Comparative language difficulty for English speakers
This morning I found a copy of the chart the Foreign Services Institute uses to grade the comparative difficulty of world languages for acquisition by an adult monoglot English speaker.
I have an unusual perspective on this list for an American. I’m a low-grade polyglot; I have spoken three languages other than my birth English and can read a couple others with Google Translate. I have studied comparative linguistics; I know a bit about the morphology and phonology of many of these languages. I have received street-level exposure to over a dozen of them in my extensive travels, and I have a good ear.
So, I’m going to try to add some value to the list with additional notes and comments.
First, the list itself:
Category I: 23-24 weeks (575-600 hours)
Languages closely related to English
Afrikaans
Danish
Dutch
French
Italian
Norwegian
Portuguese
Romanian
Spanish
Swedish
Category II: 30 weeks (750 hours)
Languages similar to English
German
Category III: 36 weeks (900 hours)
Languages with linguistic and/or cultural differences from English
Indonesian
Malaysian
Swahili
Category IV: 44 weeks (1100 hours)
Languages with significant linguistic and/or cultural differences from English
Albanian
Amharic
Armenian
Azerbaijani
Bengali
Bosnian
Bulgarian
Burmese
Croatian
Czech
*Estonian
*Finnish
*Georgian
Greek
Hebrew
Hindi
*Hungarian
Icelandic
Khmer
Lao
Latvian
Lithuanian
Macedonian
*Mongolian
Nepali
Pashto
Persian (Dari, Farsi, Tajik)
Polish
Russian
Serbian
Sinhala
Slovak
Slovenian
Tagalog
*Thai
Turkish
Ukrainian
Urdu
Uzbek
*Vietnamese
Xhosa
Zulu
Category V: 88 weeks (2200 hours)
Languages which are exceptionally difficult for native English speakers
Arabic
Cantonese (Chinese)
Mandarin (Chinese)
*Japanese
Korean
* Languages preceded by asterisks are usually more difficult for native English speakers to learn than other languages in the same category.
Generally I think this list is dead on target. I agree with most of it even to the level of which languages should be starred in their category.
Before I launch into specific discussion of the exceptions, a minor caveat that I think I might have a tendency to underweight phonetic difficulty because of my Frodo ear – there are very few phonemes that really throw me for a loop, and I can hear tones with little effort.
That said, here we go:
Arabic should be starred. It is grammatically and phonologically extremely difficult; from my exposure to both I’d say significantly more difficult than Chinese without traditional Chinese writing.
If I were to add a mark for “easy in its category”, I would put that on Spanish and Italian. These are significantly easier than the other Category I languages and (I believe) the easiest of all world languages for English speakers to learn.
Portuguese is a freebie if you learn Spanish and can get used to an odd but relatively consistent shift in the phonology, mainly heavy nasalization of everything.
I think putting German in an intermediate category II above other major European languages in difficulty is very shrewd. Phonology is easy (I can pronounce German with a good accent even though I don’t speak it) but the grammar is significantly more difficult than say, French.
If not for the help German gets from having Indo-European cognates, I think Category III (Indonesian/Malay and Swahili) might be easier than German. These are areal trade languages, quite probably creolized from ancestral trade pidgins, and have retained a simplicity that makes them relatively easily acquired by adult speakers. (English has a similar history.)
Chinese is a strange case. It is indeed brutally difficult in toto, but if you (a) are willing to settle for spoken fluency only, and (b) have a musician’s ear for tone (as I do) I suspect it falls to category IV and possibly to a hard category III. The positional grammar of Chinese is simple and easy to acquire.
Given an “easy” mark I would also rate Polish an easy class IV for an educated English speaker, mainly due to a much heavier infiltration of Latin roots than in other Slavic languages – this make recognizing cognates easier.
Persian/Farsi/Dari rates an “easy” mark in its category due to simple and regular grammar. If I were going to try to grok the Indo/Persian group I think it’s a tossup whether Farsi or Hindi would be the best point of entry.
Lithuanian deserves a star, I think. Phonology isn’t bad but the grammar will break your brain.
Xhosa definitely deserves a star. When the phonology is difficult enough that I have trouble retaining the distinctions, most English-speakers would be lost beyond hope. Clicks and implosives, man!
On the blog where I found this list, a commenter opined that there ought to be a category zero for Esperanto. Yep.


__Work request__.
What you hand back must match the records word for word, with no pictures.

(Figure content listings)
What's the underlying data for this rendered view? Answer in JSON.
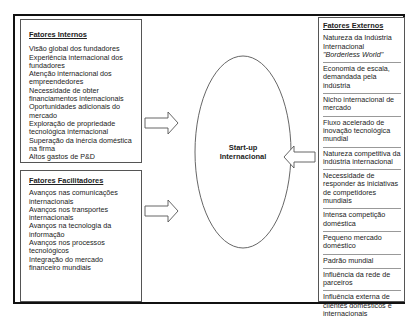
{
  "center": {
    "line1": "Start-up",
    "line2": "Internacional"
  },
  "internos": {
    "title": "Fatores Internos",
    "items": [
      "Visão global dos fundadores",
      "Experiência internacional dos fundadores",
      "Atenção internacional dos empreendedores",
      "Necessidade de obter financiamentos internacionais",
      "Oportunidades adicionais do mercado",
      "Exploração de propriedade tecnológica internacional",
      "Superação da inércia doméstica na firma",
      "Altos gastos de P&D"
    ]
  },
  "facilitadores": {
    "title": "Fatores Facilitadores",
    "items": [
      "Avanços nas comunicações internacionais",
      "Avanços nos transportes internacionais",
      "Avanços na tecnologia da informação",
      "Avanços nos processos tecnológicos",
      "Integração do mercado financeiro mundiais"
    ]
  },
  "externos": {
    "title": "Fatores Externos",
    "items": [
      {
        "text": "Natureza da Indústria Internacional",
        "italic": "\"Borderless World\""
      },
      {
        "text": "Economia de escala, demandada pela indústria"
      },
      {
        "text": "Nicho internacional de mercado"
      },
      {
        "text": "Fluxo acelerado de inovação tecnológica mundial"
      },
      {
        "text": "Natureza competitiva da indústria internacional"
      },
      {
        "text": "Necessidade de responder às iniciativas de competidores mundiais"
      },
      {
        "text": "Intensa competição doméstica"
      },
      {
        "text": "Pequeno mercado doméstico"
      },
      {
        "text": "Padrão mundial"
      },
      {
        "text": "Influência da rede de parceiros"
      },
      {
        "text": "Influência externa de clientes domésticos e internacionais"
      }
    ]
  }
}
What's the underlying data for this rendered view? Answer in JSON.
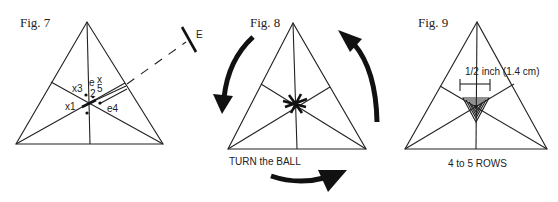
{
  "figures": [
    {
      "id": "fig7",
      "title": "Fig. 7",
      "labels": {
        "x1": "x1",
        "x3": "x3",
        "e2": "e",
        "two": "2",
        "x5": "x",
        "five": "5",
        "e4": "e4",
        "E": "E"
      }
    },
    {
      "id": "fig8",
      "title": "Fig. 8",
      "caption": "TURN the BALL"
    },
    {
      "id": "fig9",
      "title": "Fig. 9",
      "measure": "1/2 inch (1.4 cm)",
      "caption": "4 to 5 ROWS"
    }
  ],
  "colors": {
    "ink": "#222222",
    "background": "#ffffff"
  }
}
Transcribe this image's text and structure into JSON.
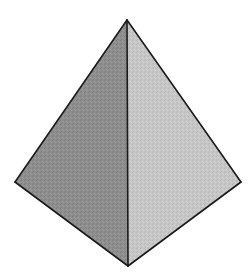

__Answer space__.
What's the underlying data for this rendered view? Answer in JSON.
{
  "center": {
    "line1": "Start-up",
    "line2": "Internacional"
  },
  "internos": {
    "title": "Fatores Internos",
    "items": [
      "Visão global dos fundadores",
      "Experiência internacional dos fundadores",
      "Atenção internacional dos empreendedores",
      "Necessidade de obter financiamentos internacionais",
      "Oportunidades adicionais do mercado",
      "Exploração de propriedade tecnológica internacional",
      "Superação da inércia doméstica na firma",
      "Altos gastos de P&D"
    ]
  },
  "facilitadores": {
    "title": "Fatores Facilitadores",
    "items": [
      "Avanços nas comunicações internacionais",
      "Avanços nos transportes internacionais",
      "Avanços na tecnologia da informação",
      "Avanços nos processos tecnológicos",
      "Integração do mercado financeiro mundiais"
    ]
  },
  "externos": {
    "title": "Fatores Externos",
    "items": [
      {
        "text": "Natureza da Indústria Internacional",
        "italic": "\"Borderless World\""
      },
      {
        "text": "Economia de escala, demandada pela indústria"
      },
      {
        "text": "Nicho internacional de mercado"
      },
      {
        "text": "Fluxo acelerado de inovação tecnológica mundial"
      },
      {
        "text": "Natureza competitiva da indústria internacional"
      },
      {
        "text": "Necessidade de responder às iniciativas de competidores mundiais"
      },
      {
        "text": "Intensa competição doméstica"
      },
      {
        "text": "Pequeno mercado doméstico"
      },
      {
        "text": "Padrão mundial"
      },
      {
        "text": "Influência da rede de parceiros"
      },
      {
        "text": "Influência externa de clientes domésticos e internacionais"
      }
    ]
  }
}
What's the underlying data for this rendered view? Answer in JSON.
{
  "figures": [
    {
      "id": "fig7",
      "title": "Fig. 7",
      "labels": {
        "x1": "x1",
        "x3": "x3",
        "e2": "e",
        "two": "2",
        "x5": "x",
        "five": "5",
        "e4": "e4",
        "E": "E"
      }
    },
    {
      "id": "fig8",
      "title": "Fig. 8",
      "caption": "TURN the BALL"
    },
    {
      "id": "fig9",
      "title": "Fig. 9",
      "measure": "1/2 inch (1.4 cm)",
      "caption": "4 to 5 ROWS"
    }
  ],
  "colors": {
    "ink": "#222222",
    "background": "#ffffff"
  }
}
Transcribe this image's text and structure into JSON.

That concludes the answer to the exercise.